In its 2026 Investment Outlook, trillion-dollar asset titan Brookfield says AI is emerging as a general-purpose technology on par with electricity and the internet, with the potential to reshape every sector of the economy.
But Brookfield says realizing the promise of AI will require infrastructure spending on a scale that traditional public funding models can no longer support.
“Artificial general intelligence could unlock as much as $10 trillion in productivity gains over the next decade, but will require $7 trillion of infrastructure investment across the AI value chain to realize its potential.”
Brookfield says the buildout spans far beyond software, encompassing data centers, dedicated power generation, compute infrastructure such as GPUs and strategic adjacencies including semiconductor manufacturing and fiber networks.
The firm notes that capital intensity is accelerating rapidly. AI workloads already consume up to ten times more power per rack than conventional computing, with expectations of another five-to-tenfold increase as rack density continues to rise.
Despite hyperscale capital expenditures projected to jump from $400 billion this year to $1 trillion by 2030, Brookfield says even the staggering surge in funding will not be enough.

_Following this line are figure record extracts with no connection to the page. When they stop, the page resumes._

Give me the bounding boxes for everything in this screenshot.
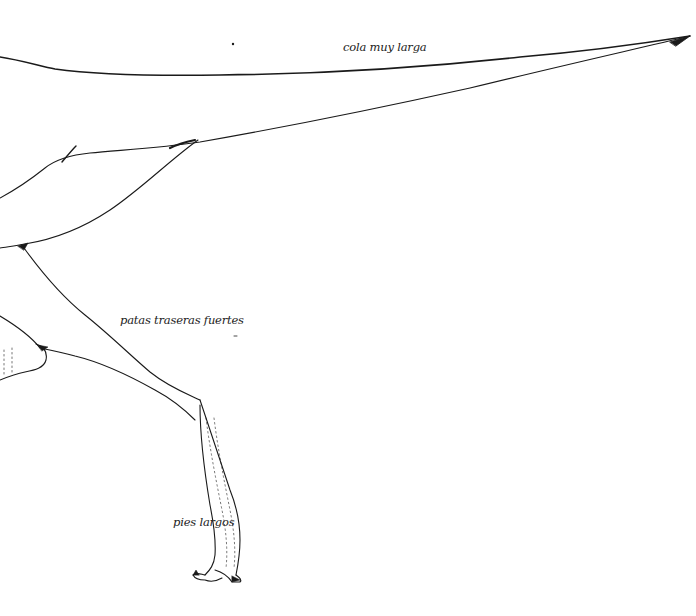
illustration-canvas: cola muy larga patas traseras fuertes pi…: [0, 0, 696, 616]
toe-claw-1: [193, 570, 199, 575]
knee-bump: [0, 344, 46, 380]
shin-back: [200, 400, 240, 575]
back-spike: [62, 146, 76, 162]
leg-front: [0, 316, 195, 420]
dinosaur-line-drawing: [0, 0, 696, 616]
label-hind-legs: patas traseras fuertes: [120, 313, 244, 327]
label-tail: cola muy larga: [343, 40, 426, 54]
shin-front: [200, 405, 215, 575]
hip-line: [0, 140, 198, 248]
tail-joint-accent: [170, 140, 195, 148]
stray-dot: [232, 43, 234, 45]
tail-lower-edge: [0, 36, 690, 198]
scale-dots: [4, 348, 235, 568]
label-feet: pies largos: [173, 515, 234, 529]
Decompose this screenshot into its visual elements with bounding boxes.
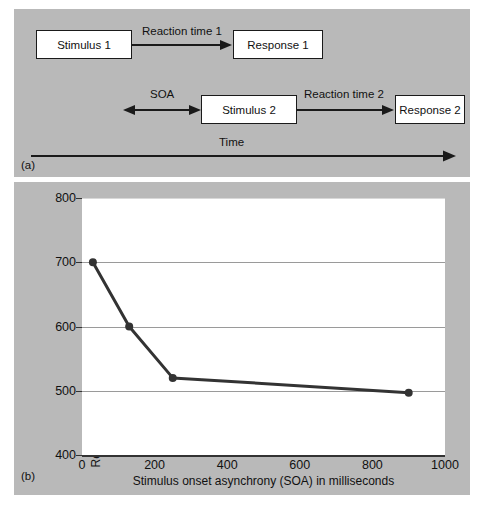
- box-response-1-label: Response 1: [247, 39, 308, 51]
- y-tick-label-500: 500: [34, 384, 76, 398]
- data-point: [89, 258, 97, 266]
- data-point: [405, 389, 413, 397]
- label-time: Time: [219, 136, 244, 148]
- plot-area: [82, 198, 445, 455]
- arrow-time-axis: [31, 149, 456, 163]
- data-series-line: [82, 198, 445, 455]
- panel-a-diagram: Stimulus 1 Reaction time 1 Response 1 SO…: [14, 9, 470, 177]
- y-tick-label-600: 600: [34, 320, 76, 334]
- label-soa: SOA: [150, 88, 174, 100]
- box-stimulus-2: Stimulus 2: [201, 95, 297, 124]
- x-tick-label-600: 600: [289, 458, 310, 472]
- label-reaction-time-1: Reaction time 1: [142, 25, 222, 37]
- series-line-0: [93, 262, 409, 392]
- arrow-soa-double: [123, 103, 201, 117]
- panel-b-chart: Reaction time for second stimulus (milli…: [14, 182, 470, 495]
- label-reaction-time-2: Reaction time 2: [304, 88, 384, 100]
- data-point: [169, 374, 177, 382]
- box-stimulus-2-label: Stimulus 2: [222, 104, 276, 116]
- x-tick-label-0: 0: [79, 458, 86, 472]
- y-tick-label-800: 800: [34, 191, 76, 205]
- box-response-2-label: Response 2: [399, 104, 460, 116]
- arrow-reaction-time-2: [297, 103, 394, 117]
- panel-a-tag: (a): [21, 159, 35, 171]
- box-stimulus-1-label: Stimulus 1: [57, 39, 111, 51]
- x-tick-label-400: 400: [217, 458, 238, 472]
- data-point: [125, 323, 133, 331]
- box-response-2: Response 2: [395, 95, 465, 124]
- x-tick-label-800: 800: [362, 458, 383, 472]
- x-axis-label: Stimulus onset asynchrony (SOA) in milli…: [82, 474, 445, 488]
- box-stimulus-1: Stimulus 1: [36, 30, 132, 59]
- y-tick-label-400: 400: [34, 448, 76, 462]
- arrow-reaction-time-1: [132, 38, 232, 52]
- box-response-1: Response 1: [233, 30, 323, 59]
- x-tick-label-200: 200: [144, 458, 165, 472]
- panel-b-tag: (b): [21, 470, 35, 482]
- y-tick-label-700: 700: [34, 255, 76, 269]
- x-tick-label-1000: 1000: [431, 458, 459, 472]
- x-axis-line: [82, 455, 445, 457]
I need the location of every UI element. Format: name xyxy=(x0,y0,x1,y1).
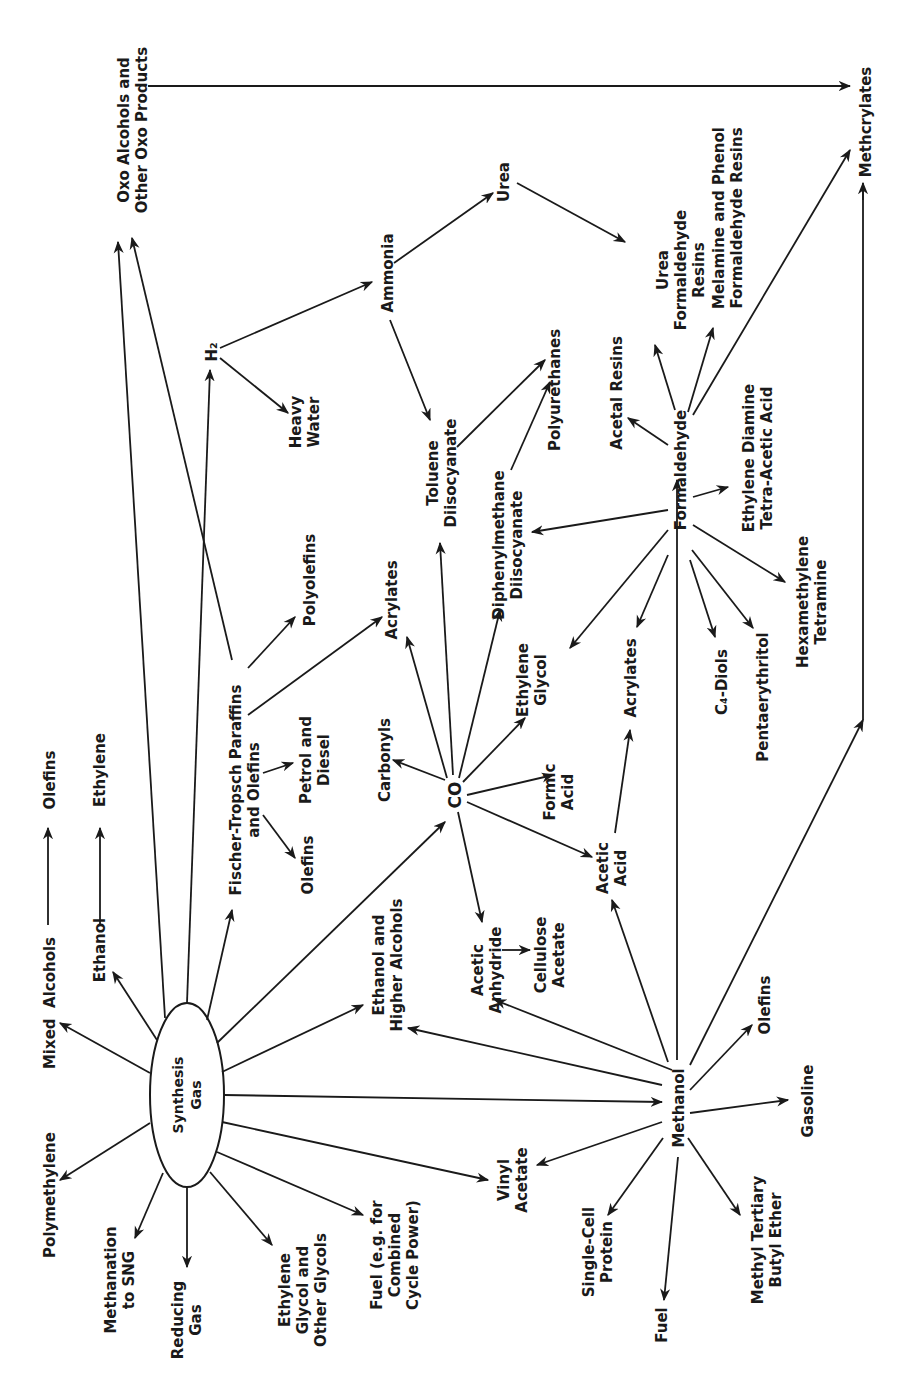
node-olefins-ft: Olefins xyxy=(299,836,317,895)
node-ethylene-glycol: Ethylene Glycol xyxy=(514,643,550,717)
node-acetal-resins: Acetal Resins xyxy=(608,336,626,450)
node-acrylates-co: Acrylates xyxy=(383,560,401,639)
node-heavy-water: Heavy Water xyxy=(287,396,323,448)
node-edta: Ethylene Diamine Tetra-Acetic Acid xyxy=(740,384,776,533)
node-olefins-from-methanol: Olefins xyxy=(756,976,774,1035)
node-polyolefins: Polyolefins xyxy=(301,534,319,627)
node-toluene-diisocyanate: Toluene Diisocyanate xyxy=(424,419,460,528)
node-co: CO xyxy=(446,782,464,809)
node-formaldehyde: Formaldehyde xyxy=(672,410,690,531)
node-urea-formaldehyde-resins: Urea Formaldehyde Resins xyxy=(654,210,708,331)
node-fuel: Fuel xyxy=(653,1307,671,1343)
node-h2: H₂ xyxy=(203,342,221,361)
node-petrol-diesel: Petrol and Diesel xyxy=(297,716,333,804)
node-formic-acid: Formic Acid xyxy=(541,763,577,820)
node-ethylene: Ethylene xyxy=(91,733,109,807)
node-single-cell-protein: Single-Cell Protein xyxy=(580,1207,616,1297)
node-olefins-from-mixed-alcohols: Olefins xyxy=(41,751,59,810)
node-pentaerythritol: Pentaerythritol xyxy=(754,632,772,762)
node-polymethylene: Polymethylene xyxy=(41,1132,59,1258)
node-ethylene-glycol-other-glycols: Ethylene Glycol and Other Glycols xyxy=(276,1233,330,1347)
node-reducing-gas: Reducing Gas xyxy=(169,1281,205,1360)
node-oxo-alcohols: Oxo Alcohols and Other Oxo Products xyxy=(115,47,151,213)
node-acetic-anhydride: Acetic Anhydride xyxy=(469,927,505,1014)
node-polyurethanes: Polyurethanes xyxy=(546,329,564,451)
node-methanation-sng: Methanation to SNG xyxy=(102,1226,138,1333)
node-melamine-phenol-resins: Melamine and Phenol Formaldehyde Resins xyxy=(710,127,746,309)
node-ammonia: Ammonia xyxy=(379,233,397,312)
node-ethanol-higher-alcohols: Ethanol and Higher Alcohols xyxy=(370,899,406,1032)
node-methcrylates: Methcrylates xyxy=(857,67,875,178)
node-synthesis-gas: Synthesis Gas xyxy=(169,1057,205,1134)
diagram-canvas: Synthesis Gas Oxo Alcohols and Other Oxo… xyxy=(0,0,914,1384)
node-diphenylmethane-diisocyanate: Diphenylmethane Diisocyanate xyxy=(490,470,526,619)
node-c4-diols: C₄-Diols xyxy=(713,649,731,715)
node-hexamethylene-tetramine: Hexamethylene Tetramine xyxy=(794,536,830,668)
node-fischer-tropsch: Fischer-Tropsch Paraffins and Olefins xyxy=(227,685,263,896)
node-cellulose-acetate: Cellulose Acetate xyxy=(532,917,568,994)
node-gasoline: Gasoline xyxy=(799,1065,817,1138)
node-carbonyls: Carbonyls xyxy=(376,718,394,802)
node-fuel-combined-cycle: Fuel (e.g. for Combined Cycle Power) xyxy=(368,1200,422,1310)
node-acrylates-formaldehyde: Acrylates xyxy=(622,638,640,717)
node-ethanol: Ethanol xyxy=(91,918,109,982)
node-vinyl-acetate: Vinyl Acetate xyxy=(495,1147,531,1212)
node-mixed-alcohols: Mixed Alcohols xyxy=(41,937,59,1069)
node-urea: Urea xyxy=(495,162,513,202)
node-acetic-acid: Acetic Acid xyxy=(594,842,630,894)
node-mtbe: Methyl Tertiary Butyl Ether xyxy=(749,1176,785,1305)
node-methanol: Methanol xyxy=(670,1068,688,1147)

According to the asset manager, Big Tech may not be able to rely on governments to bridge the massive funding gap amid record-level debt. Brookfield believes that the AI buildout needs to tap private capital and form a triumvirate to meet capital requirements.
“With sovereign governments facing record debt levels and large tech firms seeking to team with well-capitalized partners, there is a tremendous opportunity to formulate innovative capital partnerships
to meet these capital needs and deliver the essential infrastructure to meet demand.”

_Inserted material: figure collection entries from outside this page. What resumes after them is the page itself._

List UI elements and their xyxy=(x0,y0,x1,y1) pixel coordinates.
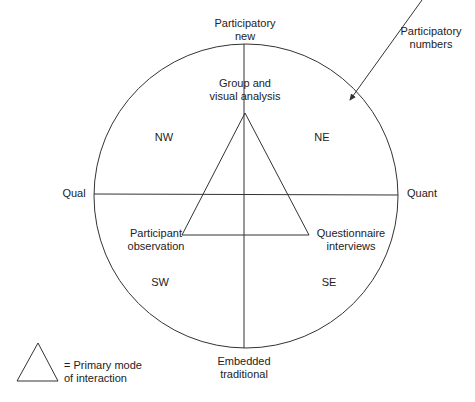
vertex-br-line2: interviews xyxy=(309,240,393,253)
vertex-bl-line1: Participant xyxy=(120,227,192,240)
quadrant-sw: SW xyxy=(148,276,172,289)
annotation-line1: Participatory xyxy=(391,25,471,38)
axis-top-line2: new xyxy=(205,30,285,43)
annotation-label: Participatory numbers xyxy=(391,25,471,51)
axis-top-label: Participatory new xyxy=(205,17,285,43)
quadrant-se: SE xyxy=(317,276,341,289)
vertex-top-line1: Group and xyxy=(193,77,297,90)
legend-line1: = Primary mode xyxy=(64,359,174,372)
quadrant-nw: NW xyxy=(152,131,176,144)
vertex-br-line1: Questionnaire xyxy=(309,227,393,240)
axis-right-label: Quant xyxy=(402,187,442,200)
quadrant-ne: NE xyxy=(310,131,334,144)
horizontal-axis xyxy=(94,194,398,195)
primary-mode-triangle xyxy=(182,113,309,235)
vertex-top-line2: visual analysis xyxy=(193,90,297,103)
diagram-canvas xyxy=(0,0,475,402)
vertex-bl-line2: observation xyxy=(120,240,192,253)
axis-left-label: Qual xyxy=(59,187,89,200)
legend-label: = Primary mode of interaction xyxy=(64,359,174,385)
vertex-top-label: Group and visual analysis xyxy=(193,77,297,103)
vertex-bottom-left-label: Participant observation xyxy=(120,227,192,253)
axis-top-line1: Participatory xyxy=(205,17,285,30)
axis-bottom-line2: traditional xyxy=(204,368,284,381)
axis-bottom-label: Embedded traditional xyxy=(204,355,284,381)
legend-triangle-icon xyxy=(17,343,58,381)
axis-bottom-line1: Embedded xyxy=(204,355,284,368)
annotation-line2: numbers xyxy=(391,38,471,51)
vertex-bottom-right-label: Questionnaire interviews xyxy=(309,227,393,253)
legend-line2: of interaction xyxy=(64,372,174,385)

The shift comes amid a wave of deglobalization as countries like the US push for supply chain independence.
“Parallel to these technological shifts, deglobalization is redrawing the geography of economic activity. What began as a movement to reshore strategic industries has evolved into a systemic restructuring of energy, manufacturing and logistics ecosystems. Governments and corporates alike are prioritizing supply chain resilience, energy security and technological sovereignty.”
According to Brookfield, the shifting global supply chain landscape makes alliances between Big Tech, governments and private capital seem to be the only viable path forward.
“The US remains the deepest near-term market, followed by Western Europe and select Asia-Pacific economies. In each region, large-scale partnerships with corporates and sovereigns are becoming the preferred model to deliver capital efficiently and at speed.”